The grueling legal and environmental odyssey for Alaska fishermen and the Minneapolis law firm of Faegre & Benson came to a climactic conclusion Wednesday when the U.S. Supreme Court sliced punitive damages from the 1979 Exxon Valdez oil spill to $507 million -- a tenth of what a jury awarded 14 years ago.
Under Wednesday's ruling, Alaska plaintiffs will get about $15,000 each in punitive damages, compared with $75,000 each they stood to get before the ruling.

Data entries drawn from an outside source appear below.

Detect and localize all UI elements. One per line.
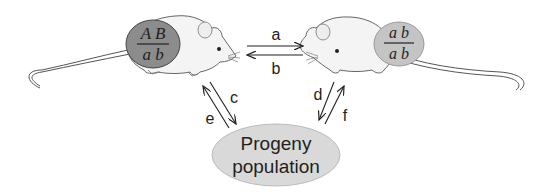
left-genotype-bottom: a b [142, 45, 163, 64]
arrow-pair-df: d f [314, 82, 348, 124]
mating-diagram: A B a b a b a b a b c e d f [0, 0, 547, 192]
label-a: a [272, 26, 281, 43]
right-mouse: a b a b [300, 17, 524, 90]
progeny-population: Progeny population [212, 124, 340, 186]
right-mouse-ear [316, 24, 330, 40]
progeny-label-line1: Progeny [241, 133, 312, 154]
left-genotype-top: A B [140, 24, 166, 43]
right-mouse-eye [335, 49, 339, 53]
left-mouse-ear [198, 22, 212, 38]
left-mouse-eye [217, 47, 221, 51]
label-e: e [206, 110, 215, 127]
label-f: f [343, 107, 348, 124]
label-c: c [230, 89, 238, 106]
right-genotype-top: a b [389, 24, 409, 41]
right-genotype-bottom: a b [389, 45, 409, 62]
label-d: d [314, 86, 323, 103]
left-mouse: A B a b [29, 16, 240, 88]
arrow-pair-ab: a b [247, 26, 303, 77]
progeny-label-line2: population [232, 156, 320, 177]
label-b: b [272, 60, 281, 77]
arrow-pair-ce: c e [203, 82, 238, 128]
arrow-f [325, 86, 344, 124]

"I'm shocked," said Brian O'Neill, Faegre's lead attorney on the case, which included 32,000 victims of the spill who were represented by 62 law firms. "There now are 32,000 people who will never be able to financially put their lives together again and 32,000 people who no longer believe in the U.S. judicial system."
The ruling not only greatly reduces the payouts to residents along Prince William Sound in Alaska, but it also cuts into the money the law firms will get.
Law firms worked on the case for nearly two decades.
Faegre represented 2,600 people, the most of any of the law firms involved. The firm now stands to receive roughly $20 million to $25 million in fees out of total attorney's fees of approximately $200 million, according to early calculations. That's a fraction of what it stood to earn after the initial 1994 jury award of $5 billion in punitive damages, which an Appeals Court reduced in 2006 to $2.5 billion. The firm also will get about $4 million in out-of-pocket expenses.
The court ruled that punitive damages against Exxon were excessive in comparison with actual economic losses of $507 million from the massive oil spill.
In a 5-3 ruling, Justice David Souter wrote that such a penalty should be "reasonably predictable" in its severity.